United States or Spain ? Vote for the TOP Country of the Week !


The Fram made a voyage from Buenos Aires to the coast of Africa and back, covering a distance of 8,000 nautical miles, during which a series of oceanographical observations was made at no less than sixty stations. The total length of the Fram's journey equaled twice the circumnavigation of the globe. The Fram has successfully braved dangerous voyages which made high demands upon her crew.

Suppose the king, if there was one, and the priest, if there was one, at the time this gentleman floated in the dug-out, and charmed his ears with the music of the tom-tom, had said: "That dug-out is the best boat that ever can be built by man; the pattern of that came from on high, from the great god of storm and flood, and any man who says that he can improve it by putting a mast in it, with a sail upon it, is an infidel, and shall be burned at the stake;" what, in your judgment honor bright would have been the effect upon the circumnavigation of the globe?

Ferdinand Magellan, man of iron if there ever was one, seeking a western passage to the Moluccas, skirted the coast of South America, wintered amid the snows of Patagonia, worked his way through the strait which bears his name, and held on westward across the Pacific, making the first circumnavigation of the globe, a feat so startling in audacity that there is none in our day to compare with it, except, perhaps, a journey to another planet.

This proud boast was more truthful than boasts are in general; its artisans literally sent their handiwork far and wide, their connections were great, and their city was the centre of trade between the East and West; for, prior to the discovery of the circumnavigation of the Cape of Good Hope, it was the depôt for eastern merchandise, which was principally sent with their own productions from Venice and Genoa; its convenient central position in Europe enabling its traders to distribute such produce, and all others coming to it, by means of the Danube and the Rhine to the north and west of Europe.
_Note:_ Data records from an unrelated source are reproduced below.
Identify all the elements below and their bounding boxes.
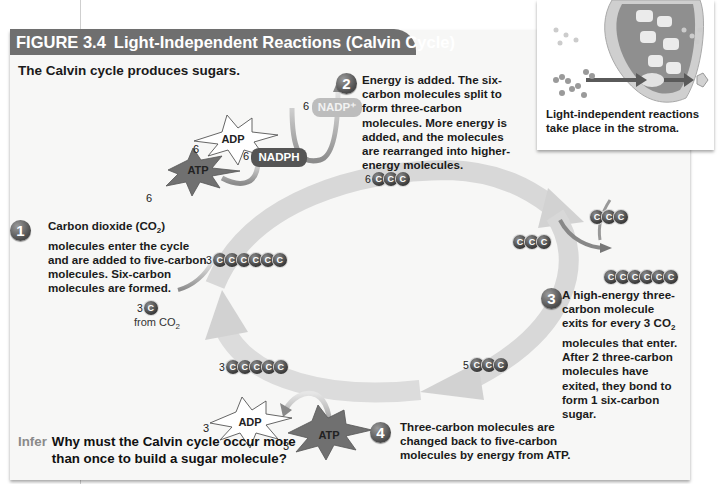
- from-co2-label: from CO2: [134, 316, 180, 331]
- step-3-badge: 3: [541, 288, 562, 309]
- infer-question-text: Why must the Calvin cycle occur more tha…: [52, 433, 312, 467]
- nadph-pill: NADPH: [251, 148, 307, 167]
- nadp-coefficient: 6: [303, 100, 309, 112]
- second-three-carbon-molecule: C C C: [590, 210, 628, 224]
- step-4-text: Three-carbon molecules are changed back …: [400, 420, 600, 463]
- figure-page: FIGURE 3.4Light-Independent Reactions (C…: [0, 0, 724, 484]
- carbon-atom: C: [396, 172, 410, 186]
- top-adp-label: ADP: [213, 133, 253, 145]
- nadp-pill: NADP⁺: [312, 98, 362, 117]
- step-2-text: Energy is added. The six-carbon molecule…: [362, 73, 522, 172]
- cycle-arrow-top: [215, 170, 550, 285]
- step-4-badge: 4: [370, 422, 391, 443]
- bottom-atp-label: ATP: [309, 429, 349, 441]
- figure-title-banner: FIGURE 3.4Light-Independent Reactions (C…: [10, 29, 416, 55]
- figure-title: Light-Independent Reactions (Calvin Cycl…: [114, 33, 455, 51]
- three-six-carbon-molecules: 3 C C C C C C: [206, 253, 287, 267]
- cycle-arrowhead-left: [205, 290, 248, 340]
- infer-question: InferWhy must the Calvin cycle occur mor…: [18, 433, 312, 467]
- figure-number: FIGURE 3.4: [16, 33, 106, 51]
- top-atp-coefficient: 6: [146, 192, 152, 204]
- three-five-carbon-molecules: 3 C C C C C: [219, 360, 288, 374]
- co2-carbon-input: 3 C: [137, 301, 158, 315]
- inset-caption: Light-independent reactions take place i…: [546, 107, 711, 135]
- five-three-carbon-molecules: 5 C C C: [463, 358, 508, 372]
- top-adp-coefficient: 6: [193, 143, 199, 155]
- nadph-coefficient: 6: [243, 150, 249, 162]
- top-atp-label: ATP: [178, 164, 218, 176]
- six-three-carbon-molecules: 6 C C C: [365, 172, 410, 186]
- infer-keyword: Infer: [18, 434, 47, 449]
- step-1-text: Carbon dioxide (CO2) molecules enter the…: [48, 219, 208, 295]
- step-3-text: A high-energy three-carbon molecule exit…: [562, 288, 682, 421]
- six-carbon-sugar: C C C C C C: [604, 270, 678, 284]
- bottom-adp-label: ADP: [230, 416, 270, 428]
- stroma-inset: Light-independent reactions take place i…: [537, 0, 714, 150]
- step-1-badge: 1: [10, 220, 31, 241]
- step-2-badge: 2: [336, 73, 357, 94]
- exiting-three-carbon-molecule: C C C: [513, 235, 551, 249]
- figure-subtitle: The Calvin cycle produces sugars.: [18, 63, 240, 78]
It conveyed them to their furthest north-east position, and back round the Princess Royal Islands passed the largest within five hundred yards returned along the coast of Prince Albert's Land and finally froze in at latitude 70 degrees 50 minutes north, longitude 117 degrees 55 minutes west, on the 30th September; during which circumnavigation they received many severe "nips," and were frequently driven close to the shore, from which their dear friend the iceberg, small though he was, kept them off.
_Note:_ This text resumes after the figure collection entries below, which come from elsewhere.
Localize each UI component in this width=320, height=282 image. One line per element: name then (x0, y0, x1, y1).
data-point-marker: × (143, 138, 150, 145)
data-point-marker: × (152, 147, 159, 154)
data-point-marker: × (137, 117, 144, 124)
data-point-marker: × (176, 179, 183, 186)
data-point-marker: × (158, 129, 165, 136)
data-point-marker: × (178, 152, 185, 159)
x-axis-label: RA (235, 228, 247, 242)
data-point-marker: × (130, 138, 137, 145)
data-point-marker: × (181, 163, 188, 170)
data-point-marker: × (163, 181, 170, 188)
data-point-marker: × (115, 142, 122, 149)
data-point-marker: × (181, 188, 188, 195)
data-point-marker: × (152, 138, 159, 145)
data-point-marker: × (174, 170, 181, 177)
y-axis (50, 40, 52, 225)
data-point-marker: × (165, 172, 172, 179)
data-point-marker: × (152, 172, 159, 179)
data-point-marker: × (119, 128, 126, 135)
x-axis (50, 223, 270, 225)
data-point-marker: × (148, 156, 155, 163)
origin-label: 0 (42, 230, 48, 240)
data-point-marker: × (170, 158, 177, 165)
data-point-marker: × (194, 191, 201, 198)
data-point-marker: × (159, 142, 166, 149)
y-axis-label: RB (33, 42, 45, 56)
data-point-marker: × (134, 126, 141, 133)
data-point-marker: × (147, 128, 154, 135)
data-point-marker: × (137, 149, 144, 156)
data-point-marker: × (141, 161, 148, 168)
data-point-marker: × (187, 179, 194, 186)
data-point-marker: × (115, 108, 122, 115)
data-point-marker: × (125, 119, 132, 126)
He was so evidently interested in everything she said, and his attention was so single-minded and sincere, that Janet was soon chatting again upon the subject of her recent circumnavigation of the prairie, which, as she now saw it in the light of the present, seemed more and more a sea of flowers as the Past always does.

This fleet sailed quite round Britain, which had not been before, by any certain proof, known to be an island: a circumnavigation, in that immature state of naval skill, of little less fame than a voyage round the globe in the present age. In the interval between his campaigns Agricola was employed in the great labors of peace.

The fleet proceeded on the 4th of April to Amboina, and on the 28th sailed for Batavia, where they arrived on the 29th of August. Here the fleet was separated, part being sent on an expedition against Malacca, and others to other places, so that here the voyage of the Nassau fleet may be said to end, without having completed the circumnavigation, at least in an unbroken series.

Without a chart, without a compass, guided only in their daring voyages by their knowledge of the stars, these bold mariners penetrated to the shores of Scythia in one direction; to Britain, if not even to the Baltic, in another; in a third to the Fortunate Islands; while, in a fourth, they traversed the entire length of the Red Sea, and entering upon the Southern Ocean, succeeded in doubling the Cape of Storms two thousand years before Vasco di Gama, and in effecting the circumnavigation of Africa.

This book, therefore, comprises a period of 226 years, from the year 1519, when Magellan sailed from Spain on the first circumnavigation of the globe, till the year 1744, when Commodore Anson returned to England from a similar expedition.